Q. Contrepois, C. Maurice, J.H. Driver∗ Mater Sci&Eng (2010) A 527 7305–7312
This depends on the number of grains you think you should measure for orientations and whether you suspect the presence of some strong local preferred orientations or texture gradients (and whether you need them measured, or you are interested in the bulk). There are several manuscripts on the comparison of these tecniques, e.g.,
doi:10.1016/j.tecto.2013.12.016
doi:10.1016/S0191-8141(00)00103-6
Remember, that in most general case (triclinic sample/crystal symmetry) to get good orientation distribution function ODF with 5x5x5 degree resolution you would need about 10^6 grains, thus for some coarse-grained materials you should probably aim for synchrotron or even neutron diffraction.
Another thing is the ODF resolution, but as you wish for better resolution that one easily gets with EBSD, you should probe more and more and more grains that is not so easy with EBSD. In principle, ODFs with resolution of about 1 degree could be obtained from synchrotron/neutron diffraction measurement (depends on the detectors set-up), and for this methods you usually have hundreds of thousands or even millions grains measured.

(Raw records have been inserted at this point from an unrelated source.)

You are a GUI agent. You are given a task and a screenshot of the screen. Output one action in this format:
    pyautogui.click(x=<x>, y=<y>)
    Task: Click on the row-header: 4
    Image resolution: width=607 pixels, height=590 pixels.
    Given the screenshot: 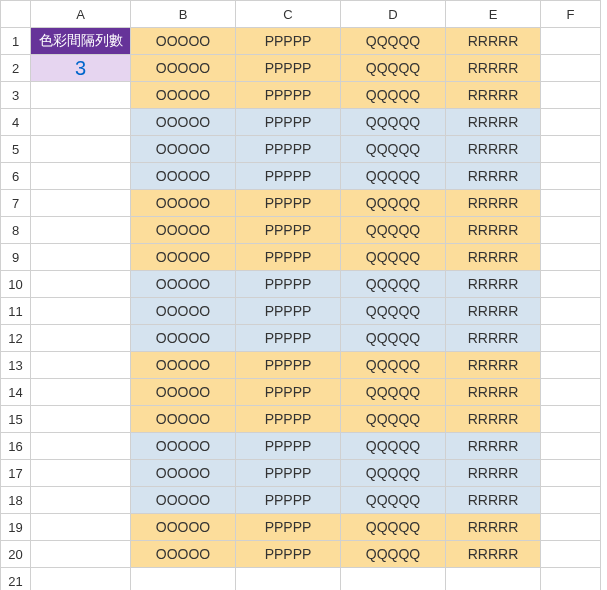 What is the action you would take?
    pyautogui.click(x=16, y=122)
    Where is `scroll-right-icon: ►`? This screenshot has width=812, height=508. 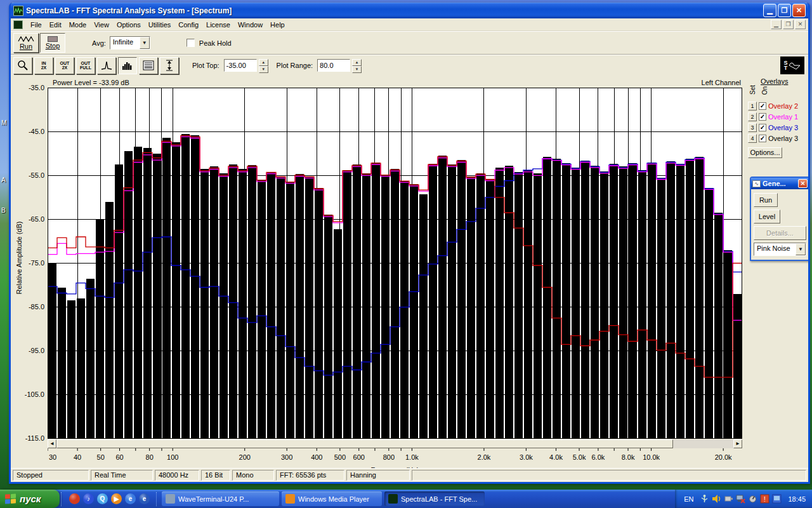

Well, the area covered by EBSD can by clearly bigger than with conventional XRD techniques, but I guess you are asking for the volume. Since the information depth of EBSD and XRD differ by two-three magnitudes it should become clear that statistically XRD has certain advantages...if the grains are smaller than 1-5µm (information depth of XRD, depending on the radiation used and the investigated material. Regarding the number of grains required for a reliable texture interpretation I do only roughly agree with Julian. The number you need depends on the texture itself. If you have a strong texture the number can be smaller. For a very sharp texture you can certainly live with a few hundred crystals. For a week texture - and this is pointed out by Roman - you need to describe the ODF fairly and not only by smoothed data - you will need at least several 10.000 grains. Regarding the orientation precision, EBSD is already now better than standard XRD measurements (as far as I know). I have in mind that for texture measurements you do not use a strong collimation of the X-ray beam in order to get a smooth signal (theoretically the angular resolution can be higher but then you have to smooth the data). In EBSD measurements the data will hardly smoothed, per default with a FWHM of 10 degrees, since the number of grains are commonly comparatively small. They would not need it if they would collect more data (but time is money). Maybe, this is the reason of Julians estimations of 1000 grains.
You have a certain advantage if you can measure in volume using neutron diffraction or synchrotron. But this is out of discussion here.
Summarizing I would say that XRD as well as EBSD could produce comparable results. If graind become too big, booth techniques are lost. If they are too small, XRD will have statistically benefits since you can only map such microstructure with a certain step width which matches the effective beam size. The beam size becomes effectively bigger with lower magnification (for electronic reasons) since the positioning is much worse (although the real beam size is still in the scale of 10nm.
As additional factor one should keep in mind, that texture as orientation distribution is often less important than the misorientation between the grains, since the grain and phase boundaries have an essential impact of the deformation processes. And for this application XRD is out of the business.
I remember this number from a Conference presentation (Claustal Texture Conf) many years ago,but the proceedings are difficult to find. However, the same group published a paper in J Appl Crystallography, vol 28 (1995) pp582-89 "Estimation of the minimum number of grains for the ODF calculation from individual orientation measurements..." by T Baudin, J Jura, R Penelle and J Pospeich. Despite the title they do not give a number in the Abstract nor in the Conclusions. The paper is very theoretical. But in the text one finds a sentence to the effect that a good estimate of an ODF requires 1600 grains.
At the time this was important since EBSD measurements were much slower; now you can do a few thousand in a minute so it doesn't really matter.